CHAPTER 15: THE OIL ROAD
1 Some commentators, such as Lutz Kleveman in his book The New Great Game: Blood and Oil in Central Asia, suggest that by 2020 Kazakhstan could rival Saudi Arabia, exporting as much as 10 million barrels of oil a day.
2 Lutz Kleveman in The New Great Game: Blood and Oil in Central Asia alleges that $120 million of this was discovered in accounts under the names of Nazarbayev’s children and relatives. Soon after these revelations Nazarbayev had the parliament pass a law making him immune from prosecution for anything he may have done in office.
3 At the time of my journey there were several known incidents of rioting and violence. Weeks prior to my arrival in Kulsary there was a riot between Turkish and Kazakh employees at Tengiz. In December 2011, at least fourteen people were known to be killed when oil workers of the Ozenmunaigas company—based farther south in the town of Zhanaozen—went on strike due to unpaid hazard pay, rioted, and were fired upon by police.

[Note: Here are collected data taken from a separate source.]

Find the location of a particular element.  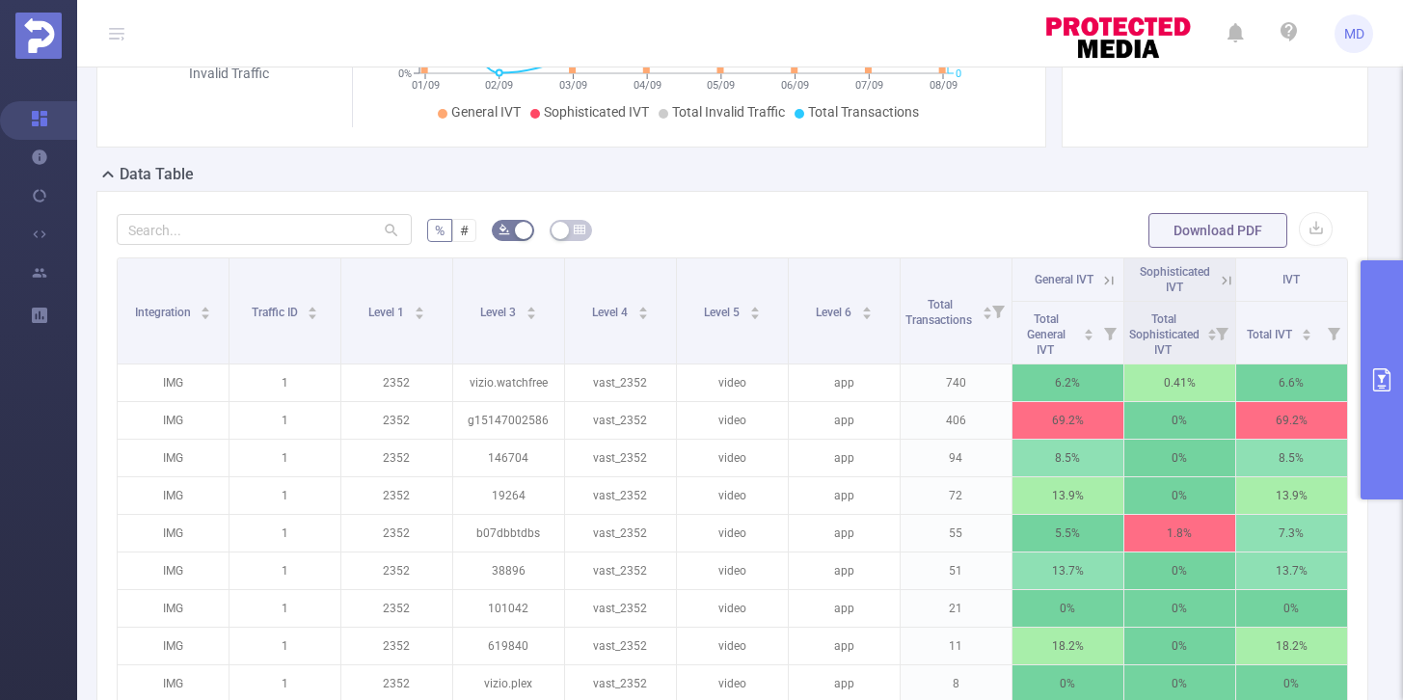

span: Total IVT is located at coordinates (1271, 335).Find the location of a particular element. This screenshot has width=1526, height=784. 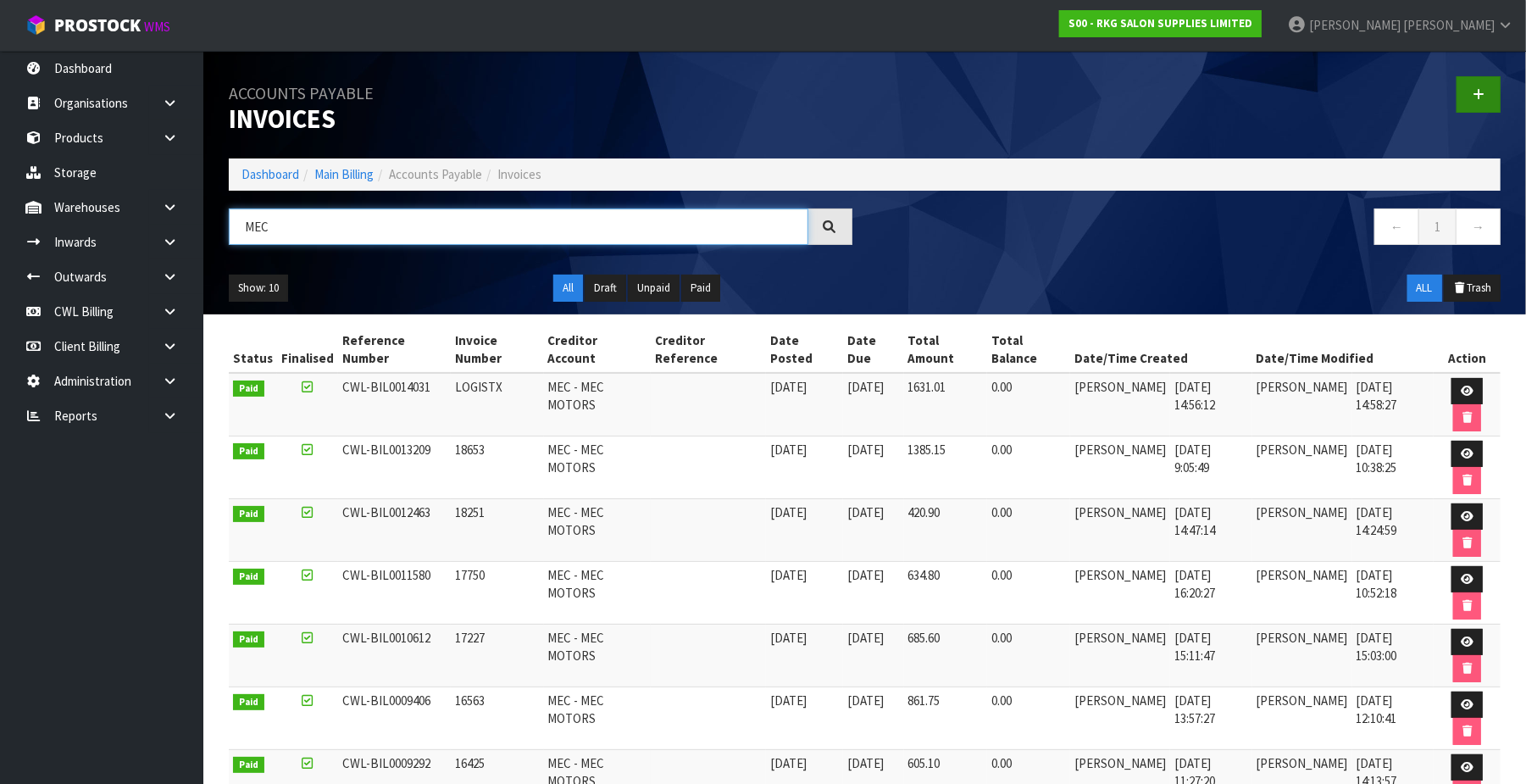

4 In Kazakh, kok means “green,” but it is also a word used to describe the color of a gray horse.
5 My visa eventually came through successfully, but not before I was taken in by police in the town of Ganushkino, who threatened to hold me until I could produce my passport. In the end I was rescued by a local former politician who agreed to be my guarantor.
6 They were Karakalpaks—a Turkic people closely related to Kazakhs who were nowadays a minority in their own semi-autonomous republic of Karakalpakstan.
7 Kyl means “horse” and terlek means “summer deel” or, in old-fashioned language, can apparently also mean “underwear.”
8 After her operation, Kathrin had also proposed visiting me in Almaty, but I had jettisoned the idea because I knew I would be occupied with the visa and other tasks.
9 Tengiz-Chevroil is the name of the company run by Chevron together with the Kazakh government to exploit the Tengiz oil deposits.
CHAPTER 16: LOST HORDES IN EUROPE
1 It is also acknowledged by historians that the majority of the Kalmyks who remained behind were of the Durvud tribe, and they had elected to stay there.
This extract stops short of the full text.